WASHINGTON (CN) - Aereo, a service that lets subscribers watch broadcast television online, infringes on the copyrights owned by the networks, the Supreme Court ruled Wednesday.
Backed by IAC's Barry Diller, Aereo debuted in major cities in 2012, allowing subscribers to access TV broadcasts online via Aereo's warehouse of dime-sized antennae.
While Aereo likened its service to the permissible "rabbit ears" of old, major broadcast networks like ABC and Fox said it infringes their exclusive rights.
A divided three-judge panel of the 2nd Circuit created a circuit split last year in denying the networks an injunction, and digital rights groups like the Electronic Frontier Foundation urged the Supreme Court to affirm after it took up the case in January.
By a 6-3 vote, the justices reversed on Wednesday.
Relevant to their holding are amendments that Congress made to the Copyright Act in 1976 to ensure that the law governed community antennae television (CATV) systems, a precursor to modern cable.
"Aereo's activities are substantially similar to those of the CATV companies that Congress amended the act to reach," Justice Stephen Breyer wrote for the majority. "Aereo sells a service that allows subscribers to watch television programs, many of which are copyrighted, almost as they are being broadcast. ... By means of its technology (antennas, transcoders, and servers), Aereo's system 'receive[s] programs that have been released to the public and carr[ies] them by private channels to additional viewers.' It 'carr[ies] ... whatever programs [it] receive[s],' and it offers 'all the programming' of each over-the-air station it carries." (Parentheses in original.)
Justice Clarence Thomas and Samuel Alito joined the dissent by Justice Antonin Scalia, which concludes that, while Aereo's service maybe "ought not to be allowed," the court should "not distort the Copyright Act to forbid it."
"It is not the role of this court to identify and plug loopholes," Scalia wrote. "It is the role of good lawyers to identify and exploit them, and the role of Congress to eliminate them if it wishes. Congress can do that, I may add, in a much more targeted, better informed, and less disruptive fashion than the crude 'looks-like-cable-TV' solution the court invents today."
Disputing the majority's finding that Aereo "performs," and thus violates the Copyright Act, Scalia said Aereo is most similar to "a copy shop that provides its patrons with a library card.'
Unlike a video-on-demand service that provides "a prearranged assortment of movies and television shows," Aereo "assigns each subscriber an antenna that - like a library card - can be used to obtain whatever broadcasts are freely available," the dissent states.

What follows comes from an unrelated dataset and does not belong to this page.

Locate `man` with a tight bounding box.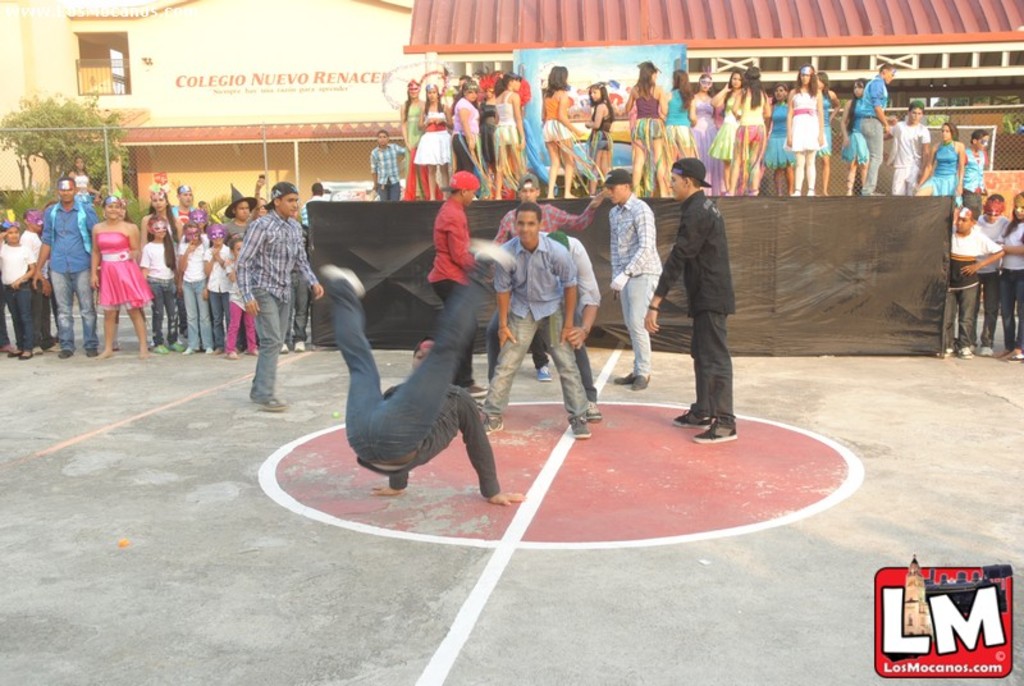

"Some of those broadcasts are copyrighted; others are in the public domain," Scalia continued. "The key point is that subscribers call all the shots: Aereo's automated system does not relay any program, copyrighted or not, until a subscriber selects the program and tells Aereo to relay it. Aereo's operation of that system is a volitional act and a but-for cause of the resulting performances, but, as in the case of the copy shop, that degree of involvement is not enough for direct liability."